Sunday, April 29, 2012

Land reform similarities: US and Zimbabwe


I went for a walk this afternoon around my neighborhood with the for sale signs and the people moving out. I wondered where all the people go. I know some people who lost their jobs, homes and then moved away. I know people who lost jobs, homes and stayed but downsized. When I think about the changes to my affluent town I am frequently reminded of the changes in Zimbabwe. I also recently happened to finally have watched the movie Mugabe and the White African which chronicles the case of Ben Freeth and the SADC tribunal ruling on Land Reform in Zimbabwe. It occurred to me, while I was walking in my neighborhood, that America has created a kind of Land Reform program of its own. It has redistributed property from American families to banks. This redistribution of land has many similarities to the program of Land Reform in Zim.

My neighbor has had it share of foreclosures but I failed to find out exactly how many of the years. Recent statistics show that 1 in every 303 housing units in the state of California is foreclosed.   That sounds like a lot to me. I wonder who gets those properties? If a home is foreclosed it goes back to the bank who held the loan or mortgage. So the banks now own the house. Banks like Bank of America, Wells Fargo, Bank of New York, and JP Morgan are beneficiaries of foreclosure. They now own those properties.

It is true that some properties are resold to new American homeowners, about 33% of sales are resales from foreclosures. So what happens to the balance? What if the banks own them ? What does it mean socially, politically and economically that banks own so much property in California?

The new sub-prime mortgage loan process that relaxed lendee credit and income requirements was spearheaded by banks and mortgage lenders. Now the banks own those failed mortgage lenders and the banks own the homes as well. The US government permitted this through its determination not to regulate.

Homeowners have tried to sue banks and argue to keep their homes because of the deficiencies in the assignment of mortgages to MERS the mortgage electronic registration system leaving the bank not with the title but the homeowner. These cases are not successful as the courts do not support the homeowner but instead support the bank in order to maintain the status quo.

It's official. I do live in Africa. Let's go through the similarities between the land reform programs.

The government of Zimbabwe passed laws to redistribute land. The US government failed to regulate MERS and the entire driver of the subprime lending fiasco, collateralized debt obligations. Both government activity of failure to act resulted in homeowners losing their homestead and suing in the courts.

Both land reform programs, one intentional one incidental, resulted in courts being slow to see the homeowners point of view. Africa is actually ahead of the game on this point. SADC declared land reform illegal in Zim. In the US, the courts pretty much rubber stamp foreclosures.

Lawyers have been trying to argue for more scrutiny by courts in these cases in order to recognize the numerous legal deficiencies in the foreclosure process giving an advantage to the banks. But these cases are few and far between.

The US land reform program resulted in transferring property to banks. In Zim, former white owned farms are redistributed to indigenous Zimbabweans, who sometimes also work for the Zim government. Two programs that may have had one purpose to begin with or on their face, but resulted in the same thing: dispossession, economic downturn and a complete lack of faith in the process and rule of law.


> The problem
From the data that follows, copy every line with the string "Kolya".

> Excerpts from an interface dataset

□ □ □ □ □ □ □

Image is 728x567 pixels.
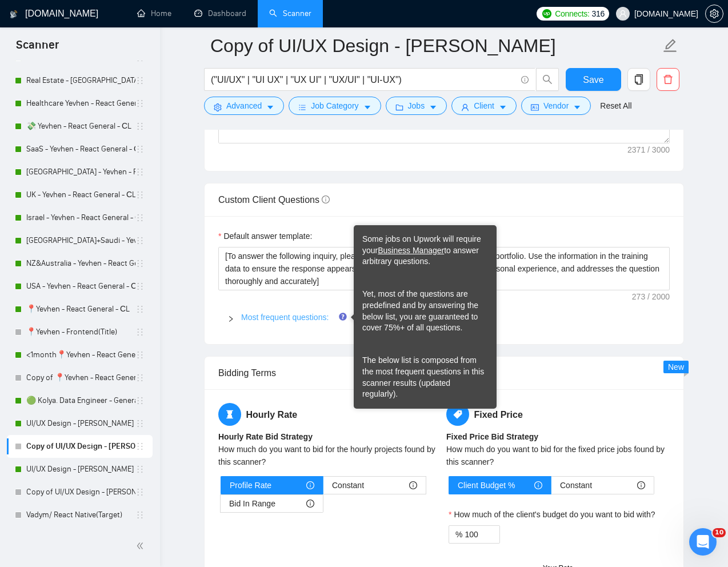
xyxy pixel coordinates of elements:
h5: Hourly Rate [218,403,441,426]
span: holder [135,510,145,519]
li: <1month📍Yevhen - React General - СL [7,343,152,366]
span: info-circle [521,76,529,83]
li: Copy of UI/UX Design - Mariana Derevianko [7,435,152,458]
a: Real Estate - [GEOGRAPHIC_DATA] - React General - СL [26,69,135,92]
span: idcard [531,103,539,111]
li: Healthcare Yevhen - React General - СL [7,92,152,115]
button: userClientcaret-down [451,96,516,115]
li: Copy of 📍Yevhen - React General - СL [7,366,152,389]
span: user [619,10,627,18]
span: Jobs [408,100,425,112]
a: Copy of 📍Yevhen - React General - СL [26,366,135,389]
span: Constant [332,477,364,493]
span: Job Category [311,100,358,112]
span: info-circle [637,481,645,489]
li: 💸 Yevhen - React General - СL [7,115,152,137]
a: Copy of UI/UX Design - [PERSON_NAME] [26,480,135,503]
label: Default answer template: [218,230,312,242]
button: copy [628,68,651,91]
a: UI/UX Design - [PERSON_NAME] [26,458,135,480]
li: 🟢 Kolya. Data Engineer - General [7,389,152,412]
span: Constant [560,477,592,493]
span: holder [135,305,145,314]
a: [GEOGRAPHIC_DATA] - Yevhen - React General - СL [26,161,135,184]
span: copy [628,74,650,85]
input: Scanner name... [210,31,660,60]
a: Most frequent questions: [241,312,329,322]
a: setting [705,9,723,18]
a: 💸 Yevhen - React General - СL [26,115,135,137]
span: info-circle [409,481,417,489]
span: hourglass [218,403,241,426]
a: UK - Yevhen - React General - СL [26,184,135,206]
span: Connects: [555,7,589,20]
span: tag [446,403,469,426]
span: holder [135,190,145,199]
span: Advanced [227,100,262,112]
div: Yet, most of the questions are predefined and by answering the below list, you are guaranteed to ... [362,288,488,333]
span: holder [135,213,145,222]
span: delete [657,74,679,85]
b: Hourly Rate Bid Strategy [218,432,313,441]
li: SaaS - Yevhen - React General - СL [7,137,152,161]
span: setting [706,9,723,18]
a: 🟢 Kolya. Data Engineer - General [26,389,135,412]
a: Healthcare Yevhen - React General - СL [26,92,135,115]
span: caret-down [363,103,371,111]
span: holder [135,373,145,382]
span: right [227,315,234,322]
span: Client [474,100,494,112]
button: setting [705,5,723,23]
li: Switzerland - Yevhen - React General - СL [7,161,152,184]
span: holder [135,145,145,154]
span: holder [135,236,145,245]
span: holder [135,464,145,474]
button: folderJobscaret-down [385,96,447,115]
span: Client Budget % [458,477,515,493]
input: Search Freelance Jobs... [211,72,516,87]
span: setting [214,103,221,111]
button: Save [566,68,621,91]
li: UI/UX Design - Mariana Derevianko [7,412,152,435]
div: Tooltip anchor [338,311,348,322]
a: Israel - Yevhen - React General - СL [26,206,135,229]
span: folder [395,103,404,111]
span: search [537,74,558,85]
input: How much of the client's budget do you want to bid with? [464,525,499,543]
li: UI/UX Design - Natalia [7,458,152,480]
span: Scanner [7,36,68,61]
div: Most frequent questions: [218,304,670,330]
img: logo [10,5,18,23]
span: info-circle [322,195,329,203]
a: SaaS - Yevhen - React General - СL [26,137,135,161]
a: 📍Yevhen - Frontend(Title) [26,320,135,343]
span: caret-down [266,103,274,111]
span: New [668,362,684,371]
span: user [461,103,469,111]
span: holder [135,122,145,131]
a: homeHome [137,8,171,18]
a: UI/UX Design - [PERSON_NAME] [26,412,135,435]
span: 316 [592,7,604,20]
span: info-circle [306,499,315,507]
span: caret-down [573,103,581,111]
span: double-left [136,540,147,551]
span: Custom Client Questions [218,195,329,204]
label: How much of the client's budget do you want to bid with? [449,508,656,520]
span: 10 [712,528,726,537]
span: bars [298,103,306,111]
b: Fixed Price Bid Strategy [446,432,539,441]
h5: Fixed Price [446,403,670,426]
li: Israel - Yevhen - React General - СL [7,206,152,229]
iframe: Intercom live chat [689,528,716,555]
button: idcardVendorcaret-down [521,96,591,115]
a: searchScanner [269,8,311,18]
div: Some jobs on Upwork will require your to answer arbitrary questions. [362,234,488,268]
span: caret-down [499,103,507,111]
a: Copy of UI/UX Design - [PERSON_NAME] [26,435,135,458]
li: UK - Yevhen - React General - СL [7,184,152,206]
span: Profile Rate [230,477,272,493]
span: holder [135,350,145,359]
span: Save [583,72,604,87]
a: NZ&Australia - Yevhen - React General - СL [26,252,135,275]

□ □ □ □ □ □ □

> Completed task
li: 🟢 Kolya. Data Engineer - General [7,389,152,412]
a: 🟢 Kolya. Data Engineer - General [26,389,135,412]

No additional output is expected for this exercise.